Institute for Health Metrics Newsletter

January 2007

Three months ago, on October 11, IHM assembled its first Quality Symposium. The hospital and academic leaders who spoke, the audience members who participated, and the “retreat” setting afforded by MIT’s Endicott House, all combined to produce a sparkling event.

We are immensely grateful to the day's speakers and attendees; we hope to earn their continued involvement with IHM.

Panelists at the event, from Dr. James Keegan, Vice President for Clinical Quality, Rapid City Regional Hospital to Dr. Charlotte Yeh, Regional Director of CMS, imbued the day with a gravitas and realism rarely seen at conferences on quality. For this reason—along with the collective positive response from the hundred or so attendees—IHM plans TWO symposia for 2007, one in June, one in October. Details for each will be forthcoming over the next few weeks.

Please do view Dr. Sam Thier’s keynote speech when you have 15 minutes or so: it is well worth hearing him address some of the healthcare profession's ethical and practical issues as they relate to quality. I’d also point you toward Eilene Sampanes’s presentation to get a sense for what is possible by way of innovative, implemented steps to advance quality. We welcome CHRISTUS Health System as a new participant in IHM.

From all of us at IHM, here’s for a wonderful, healthy, happy 2007. And as always, we welcome the chance to talk further.

Best Regards,

John H. Knowles, Jr.
Executive Director
jknowles@healthmetrics.org

TFAD and JCAHO: What the Data Shows

Here’s a familiar scenario: an elderly patient comes to the ER with symptoms that include a cough, abdominal pain, and confusion. It could be pneumonia, but the attending doctor's unsure; other symptoms suggest chronic obstructive pulmonary disease, or even heart failure. Meanwhile, the clock is ticking—the Centers for Medicare and Medicaid Services (CMS) measure how many pneumonia patients get antibiotics within four hours of hospital admission. And low CMS scores can influence the hospital’s reputation, not to mention looming pay-for-performance allocations under Medicare.

Faced with that situation, many doctors simply “shoot first and ask later,” meaning they give antibiotics for pneumonia before confirming the diagnosis. But while that might boost CMS performance measures, it's not necessarily good medicine. “It's inappropriate to give antibiotics if you don't know what you're giving them for,” says Mark Metersky, MD, a professor of medicine at the University of Connecticut School of Medicine. Not only does that accelerate antibiotic resistance, he explains, but it can also complicate treatment. Some patients have allergic reactions to antibiotics, while one in five develop antibiotic-induced diarrhea; a potentially serious condition. Read More...

The Scientific Rationale

Pressure to shrink the TFAD stems back to the early 1990s. At that time, mounting evidence was showing that Medicare patients with pneumonia had better survival if antibiotics were given as soon as possible. Peter Houck, MD, a former director of the CMS' National Pneumonia Project (NPP), says the most convincing evidence came from large cohorts of patients aged 65 years or more. For instance, Thomas Mehan, et al. studied 14,069 hospitalized Medicare patients, and identified a 15% reduction in 30-day mortality with a TFAD of 8 hours. Those results were published in the December 17, 1997 issue of the Journal of the American Medical Association.

Other studies linked improved survival to even shorter TFAD. Khan et al., reported in JAMA on October 17, 1990, that survival among Medicare pneumonia patients improved if they were treated with antibiotics within four hours of admission.

These cumulative findings led Houck's group to recommend that hospitals treat the elderly for pneumonia with antibiotics faster. Taking that cue, CMS and JCAHO in 2001 both recommended a TFAD of eight hours. JCAHO incorporated compliance with the measure into its hospital accreditation processes, while CMS applied it to its own quality reporting procedures. Read More...

About Us

The Institute for Health Metrics is a privately funded not-for-profit organization focused on developing an electronic data analytics system to support quality and operational improvement in hospitals and research in public health and healthcare services.

As a central component of its mission, IHM works with a network of leading hospitals and researchers to organize and analyze health information as part of a variety of programs to support quality of care research, measurement, and improvement. We are a trusted intermediary among hospitals who are our business associates in compliance with applicable HIPAA regulations.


• _EXERCISE GOAL_
In the listing below, find each line holding "screenshot" and copy it.

• _RECORD SET_
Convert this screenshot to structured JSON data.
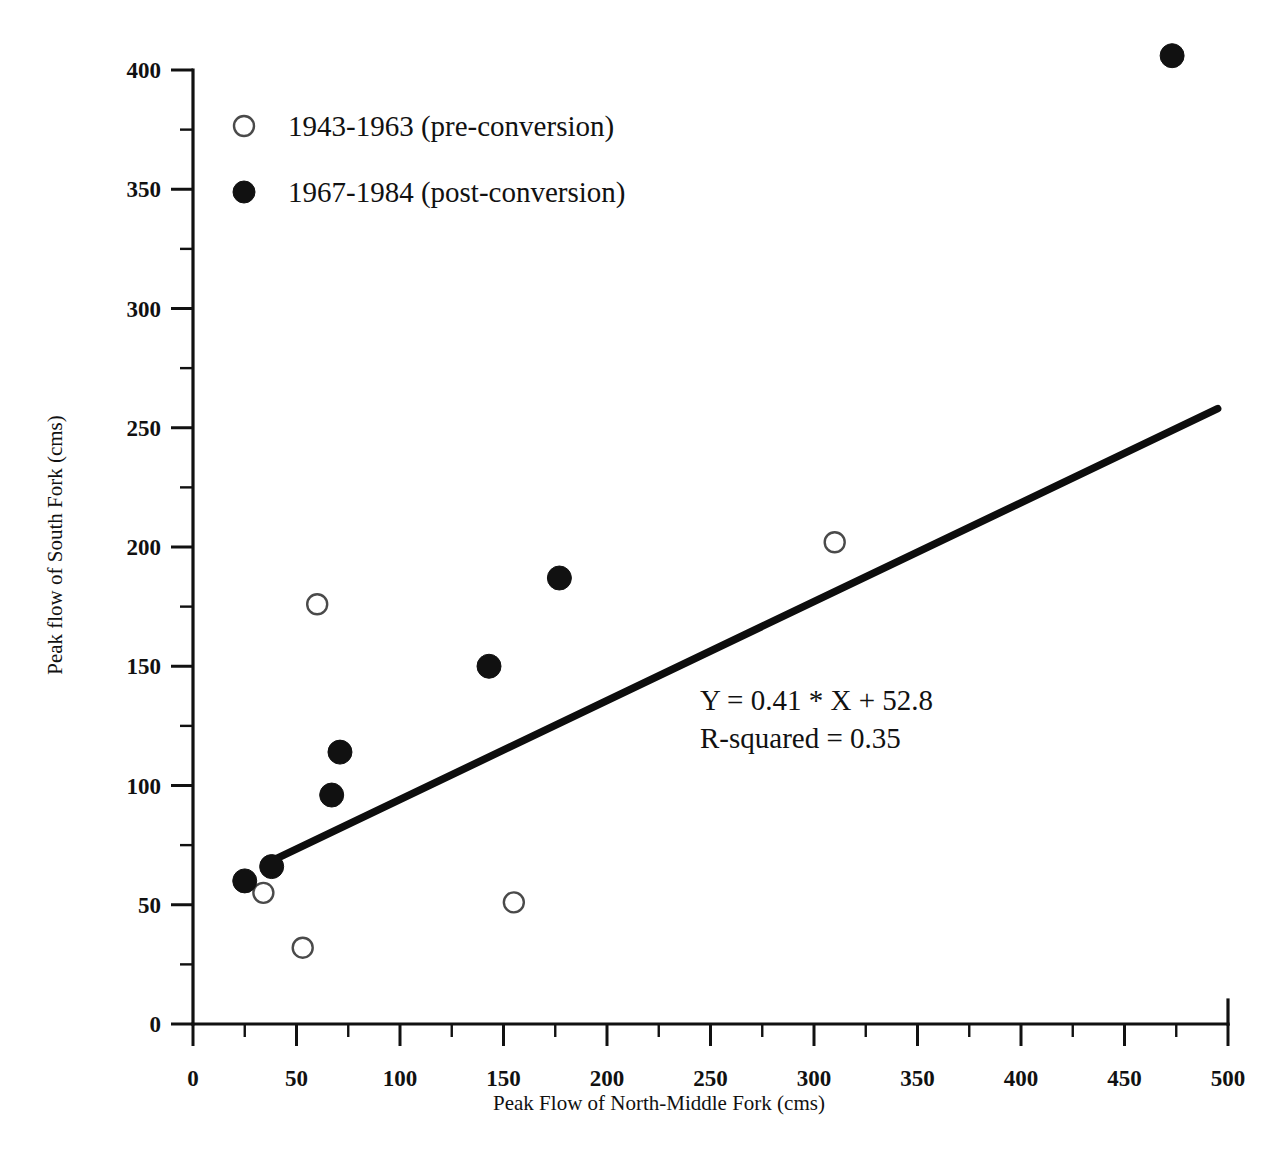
{
  "chart_data": {
    "type": "scatter",
    "title": "",
    "xlabel": "Peak Flow of North-Middle Fork (cms)",
    "ylabel": "Peak flow of South Fork (cms)",
    "xlim": [
      0,
      500
    ],
    "ylim": [
      0,
      400
    ],
    "xticks": [
      0,
      50,
      100,
      150,
      200,
      250,
      300,
      350,
      400,
      450,
      500
    ],
    "yticks": [
      0,
      50,
      100,
      150,
      200,
      250,
      300,
      350,
      400
    ],
    "xtick_labels": [
      "0",
      "50",
      "100",
      "150",
      "200",
      "250",
      "300",
      "350",
      "400",
      "450",
      "500"
    ],
    "ytick_labels": [
      "0",
      "50",
      "100",
      "150",
      "200",
      "250",
      "300",
      "350",
      "400"
    ],
    "x_minor_step": 25,
    "y_minor_step": 25,
    "grid": false,
    "legend_position": "top-left",
    "series": [
      {
        "name": "1943-1963 (pre-conversion)",
        "marker": "open-circle",
        "color": "#ffffff",
        "edge_color": "#4a4a4a",
        "points": [
          {
            "x": 34,
            "y": 55
          },
          {
            "x": 53,
            "y": 32
          },
          {
            "x": 60,
            "y": 176
          },
          {
            "x": 155,
            "y": 51
          },
          {
            "x": 310,
            "y": 202
          }
        ]
      },
      {
        "name": "1967-1984 (post-conversion)",
        "marker": "filled-circle",
        "color": "#111111",
        "edge_color": "#111111",
        "points": [
          {
            "x": 25,
            "y": 60
          },
          {
            "x": 38,
            "y": 66
          },
          {
            "x": 67,
            "y": 96
          },
          {
            "x": 71,
            "y": 114
          },
          {
            "x": 143,
            "y": 150
          },
          {
            "x": 177,
            "y": 187
          },
          {
            "x": 473,
            "y": 406
          }
        ]
      }
    ],
    "fit_line": {
      "equation_label": "Y = 0.41 * X + 52.8",
      "r_squared_label": "R-squared = 0.35",
      "slope": 0.41,
      "intercept": 52.8,
      "r_squared": 0.35,
      "x_start": 37,
      "x_end": 495,
      "y_start": 68,
      "y_end": 258
    },
    "annotations": [
      {
        "id": "equation",
        "text": "Y = 0.41 * X + 52.8"
      },
      {
        "id": "r-squared",
        "text": "R-squared = 0.35"
      }
    ]
  },
  "legend": {
    "items": [
      {
        "label": "1943-1963 (pre-conversion)",
        "marker": "open-circle"
      },
      {
        "label": "1967-1984 (post-conversion)",
        "marker": "filled-circle"
      }
    ]
  },
  "axes": {
    "x_title": "Peak Flow of North-Middle Fork (cms)",
    "y_title": "Peak flow of South Fork (cms)"
  }
}
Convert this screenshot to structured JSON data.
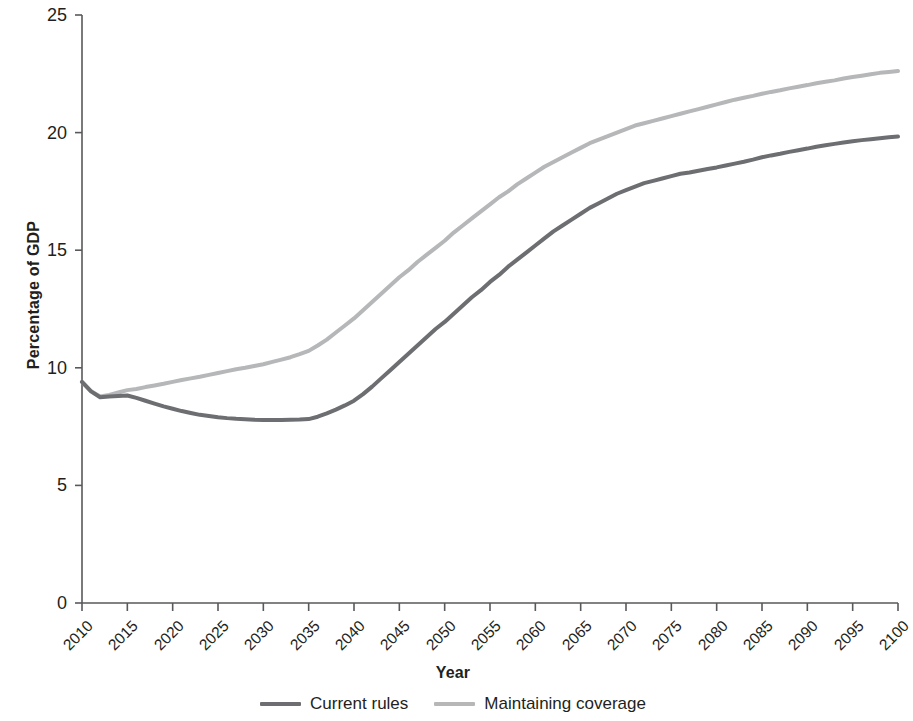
{
  "chart_data": {
    "type": "line",
    "title": "",
    "xlabel": "Year",
    "ylabel": "Percentage of GDP",
    "xlim": [
      2010,
      2100
    ],
    "ylim": [
      0,
      25
    ],
    "grid": false,
    "legend_position": "bottom-center",
    "xticks": [
      2010,
      2015,
      2020,
      2025,
      2030,
      2035,
      2040,
      2045,
      2050,
      2055,
      2060,
      2065,
      2070,
      2075,
      2080,
      2085,
      2090,
      2095,
      2100
    ],
    "xtick_labels": [
      "2010",
      "2015",
      "2020",
      "2025",
      "2030",
      "2035",
      "2040",
      "2045",
      "2050",
      "2055",
      "2060",
      "2065",
      "2070",
      "2075",
      "2080",
      "2085",
      "2090",
      "2095",
      "2100"
    ],
    "yticks": [
      0,
      5,
      10,
      15,
      20,
      25
    ],
    "ytick_labels": [
      "0",
      "5",
      "10",
      "15",
      "20",
      "25"
    ],
    "x": [
      2010,
      2011,
      2012,
      2013,
      2014,
      2015,
      2016,
      2017,
      2018,
      2019,
      2020,
      2021,
      2022,
      2023,
      2024,
      2025,
      2026,
      2027,
      2028,
      2029,
      2030,
      2031,
      2032,
      2033,
      2034,
      2035,
      2036,
      2037,
      2038,
      2039,
      2040,
      2041,
      2042,
      2043,
      2044,
      2045,
      2046,
      2047,
      2048,
      2049,
      2050,
      2051,
      2052,
      2053,
      2054,
      2055,
      2056,
      2057,
      2058,
      2059,
      2060,
      2061,
      2062,
      2063,
      2064,
      2065,
      2066,
      2067,
      2068,
      2069,
      2070,
      2071,
      2072,
      2073,
      2074,
      2075,
      2076,
      2077,
      2078,
      2079,
      2080,
      2081,
      2082,
      2083,
      2084,
      2085,
      2086,
      2087,
      2088,
      2089,
      2090,
      2091,
      2092,
      2093,
      2094,
      2095,
      2096,
      2097,
      2098,
      2099,
      2100
    ],
    "series": [
      {
        "name": "Current rules",
        "color": "#6d6e71",
        "values": [
          9.4,
          9.0,
          8.75,
          8.78,
          8.8,
          8.82,
          8.72,
          8.6,
          8.48,
          8.36,
          8.26,
          8.16,
          8.08,
          8.0,
          7.95,
          7.9,
          7.86,
          7.83,
          7.81,
          7.79,
          7.78,
          7.78,
          7.78,
          7.79,
          7.8,
          7.82,
          7.92,
          8.06,
          8.22,
          8.4,
          8.6,
          8.88,
          9.2,
          9.55,
          9.9,
          10.25,
          10.6,
          10.95,
          11.3,
          11.65,
          11.95,
          12.3,
          12.65,
          13.0,
          13.3,
          13.65,
          13.95,
          14.3,
          14.6,
          14.9,
          15.2,
          15.5,
          15.8,
          16.05,
          16.3,
          16.55,
          16.8,
          17.0,
          17.2,
          17.4,
          17.55,
          17.7,
          17.85,
          17.95,
          18.05,
          18.15,
          18.25,
          18.3,
          18.38,
          18.45,
          18.52,
          18.6,
          18.68,
          18.76,
          18.85,
          18.95,
          19.03,
          19.1,
          19.18,
          19.25,
          19.32,
          19.4,
          19.46,
          19.52,
          19.58,
          19.63,
          19.68,
          19.72,
          19.76,
          19.8,
          19.83
        ]
      },
      {
        "name": "Maintaining coverage",
        "color": "#b5b7b9",
        "values": [
          9.4,
          9.0,
          8.78,
          8.85,
          8.95,
          9.05,
          9.1,
          9.18,
          9.25,
          9.32,
          9.4,
          9.48,
          9.55,
          9.62,
          9.7,
          9.78,
          9.86,
          9.94,
          10.0,
          10.08,
          10.15,
          10.25,
          10.35,
          10.45,
          10.58,
          10.72,
          10.95,
          11.2,
          11.5,
          11.8,
          12.1,
          12.45,
          12.8,
          13.15,
          13.5,
          13.85,
          14.15,
          14.5,
          14.8,
          15.1,
          15.4,
          15.75,
          16.05,
          16.35,
          16.65,
          16.95,
          17.25,
          17.5,
          17.8,
          18.05,
          18.3,
          18.55,
          18.75,
          18.95,
          19.15,
          19.35,
          19.55,
          19.7,
          19.85,
          20.0,
          20.15,
          20.3,
          20.4,
          20.5,
          20.6,
          20.7,
          20.8,
          20.9,
          21.0,
          21.1,
          21.2,
          21.3,
          21.4,
          21.48,
          21.56,
          21.65,
          21.73,
          21.8,
          21.88,
          21.95,
          22.02,
          22.1,
          22.16,
          22.22,
          22.3,
          22.36,
          22.42,
          22.48,
          22.54,
          22.58,
          22.62
        ]
      }
    ]
  },
  "legend": {
    "items": [
      {
        "label": "Current rules",
        "color": "#6d6e71"
      },
      {
        "label": "Maintaining coverage",
        "color": "#b5b7b9"
      }
    ]
  },
  "axes": {
    "x_title": "Year",
    "y_title": "Percentage of GDP",
    "axis_color": "#58595b"
  }
}
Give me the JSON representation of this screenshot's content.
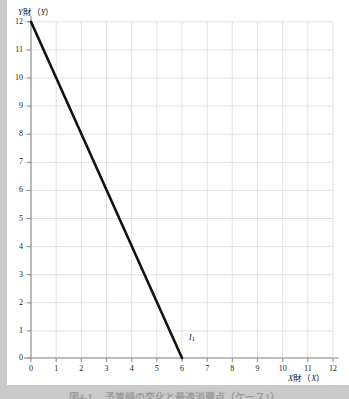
{
  "chart_data": {
    "type": "line",
    "title": "",
    "xlabel": "X財（X）",
    "ylabel": "Y財（Y）",
    "xlim": [
      0,
      12
    ],
    "ylim": [
      0,
      12
    ],
    "grid": true,
    "legend_position": "none",
    "x_ticks": [
      "0",
      "1",
      "2",
      "3",
      "4",
      "5",
      "6",
      "7",
      "8",
      "9",
      "10",
      "11",
      "12"
    ],
    "y_ticks": [
      "0",
      "1",
      "2",
      "3",
      "4",
      "5",
      "6",
      "7",
      "8",
      "9",
      "10",
      "11",
      "12"
    ],
    "series": [
      {
        "name": "I1",
        "label": "I",
        "label_subscript": "1",
        "label_x": 6.25,
        "label_y": 0.55,
        "color": "#111111",
        "line_width": 2.6,
        "x": [
          0,
          6
        ],
        "y": [
          12,
          0
        ],
        "equation": "Y = 12 - 2X",
        "x_intercept": 6,
        "y_intercept": 12,
        "slope": -2
      }
    ],
    "annotations": []
  },
  "axes": {
    "y_title": "Y財（Y）",
    "y_title_var_left": "Y",
    "y_title_middle": "財（",
    "y_title_var_right": "Y",
    "y_title_end": "）",
    "x_title": "X財（X）",
    "x_title_var_left": "X",
    "x_title_middle": "財（",
    "x_title_var_right": "X",
    "x_title_end": "）"
  },
  "caption": {
    "text": "図4-1　 予算線の変化と最適消費点（ケース1）"
  },
  "colors": {
    "page_background": "#c9c9c9",
    "card_background": "#ffffff",
    "grid": "#d9d9d9",
    "axis": "#8c8c8c",
    "line": "#111111",
    "text": "#1a1a1a"
  }
}
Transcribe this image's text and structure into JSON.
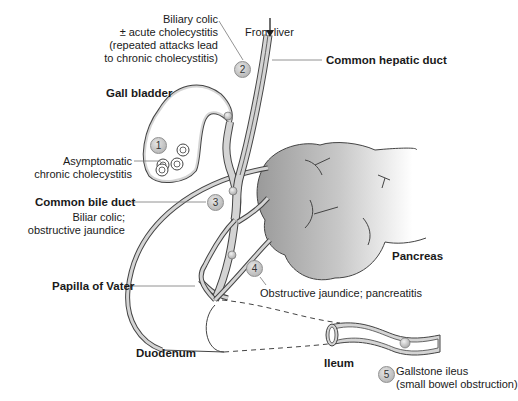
{
  "figure": {
    "labels": {
      "biliary_colic_1": "Biliary colic",
      "biliary_colic_2": "± acute cholecystitis",
      "biliary_colic_3": "(repeated attacks lead",
      "biliary_colic_4": "to chronic cholecystitis)",
      "from_liver": "From liver",
      "gall_bladder": "Gall bladder",
      "common_hepatic_duct": "Common hepatic duct",
      "asymptomatic_1": "Asymptomatic",
      "asymptomatic_2": "chronic cholecystitis",
      "common_bile_duct": "Common bile duct",
      "cbd_desc_1": "Biliar colic;",
      "cbd_desc_2": "obstructive jaundice",
      "pancreas": "Pancreas",
      "obstructive_pancreatitis": "Obstructive jaundice; pancreatitis",
      "papilla_of_vater": "Papilla of Vater",
      "duodenum": "Duodenum",
      "ileum": "Ileum",
      "gallstone_ileus_1": "Gallstone ileus",
      "gallstone_ileus_2": "(small bowel obstruction)"
    },
    "badges": [
      "1",
      "2",
      "3",
      "4",
      "5"
    ],
    "colors": {
      "duct_fill": "#d4d4d4",
      "outline": "#444444",
      "pancreas_dark": "#9a9a9a",
      "pancreas_light": "#ffffff",
      "badge": "#b8b8b8"
    }
  }
}
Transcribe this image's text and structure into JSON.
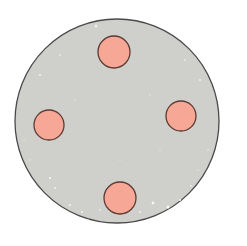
{
  "diagram": {
    "background": "#ffffff",
    "plate": {
      "cx": 117,
      "cy": 121,
      "r": 102,
      "fill": "#cfd0cb",
      "stroke": "#4a4a4a",
      "stroke_width": 1.3
    },
    "speckle_color": "#f7f7f4",
    "dots": [
      {
        "id": "top",
        "cx": 114,
        "cy": 52,
        "r": 16,
        "fill": "#f6a796",
        "stroke": "#5b3a33"
      },
      {
        "id": "left",
        "cx": 49,
        "cy": 125,
        "r": 15,
        "fill": "#f6a796",
        "stroke": "#5b3a33"
      },
      {
        "id": "right",
        "cx": 181,
        "cy": 116,
        "r": 15,
        "fill": "#f6a796",
        "stroke": "#5b3a33"
      },
      {
        "id": "bottom",
        "cx": 120,
        "cy": 198,
        "r": 16,
        "fill": "#f6a796",
        "stroke": "#5b3a33"
      }
    ],
    "speckles": [
      [
        96,
        26,
        1.2
      ],
      [
        40,
        75,
        1.0
      ],
      [
        60,
        55,
        0.8
      ],
      [
        200,
        80,
        0.9
      ],
      [
        185,
        60,
        0.8
      ],
      [
        50,
        178,
        1.1
      ],
      [
        55,
        188,
        0.9
      ],
      [
        70,
        205,
        1.0
      ],
      [
        82,
        212,
        0.9
      ],
      [
        100,
        210,
        0.8
      ],
      [
        140,
        212,
        0.9
      ],
      [
        153,
        203,
        1.4
      ],
      [
        168,
        207,
        1.6
      ],
      [
        180,
        200,
        0.9
      ],
      [
        191,
        186,
        0.8
      ],
      [
        40,
        200,
        0.7
      ],
      [
        30,
        160,
        0.7
      ],
      [
        208,
        150,
        0.7
      ],
      [
        150,
        95,
        0.6
      ],
      [
        75,
        100,
        0.6
      ],
      [
        120,
        160,
        0.6
      ],
      [
        160,
        150,
        0.6
      ],
      [
        130,
        230,
        0.6
      ],
      [
        105,
        226,
        0.8
      ],
      [
        150,
        223,
        0.7
      ],
      [
        88,
        220,
        0.8
      ],
      [
        198,
        170,
        0.6
      ],
      [
        24,
        140,
        0.6
      ]
    ]
  }
}
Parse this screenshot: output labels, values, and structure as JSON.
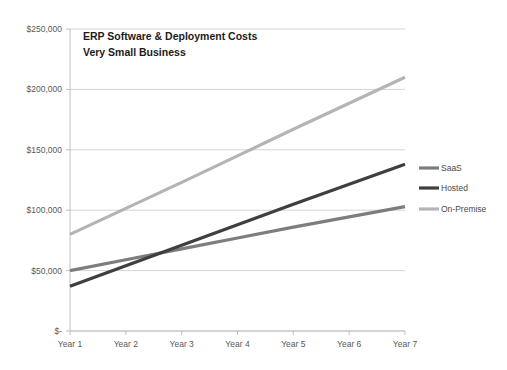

• _RESPONSE FOR THIS EXERCISE_
Convert this screenshot to structured JSON data.
Convert this screenshot to structured JSON data.
Give me the JSON representation of this screenshot's content.
Parse this screenshot: output labels, values, and structure as JSON.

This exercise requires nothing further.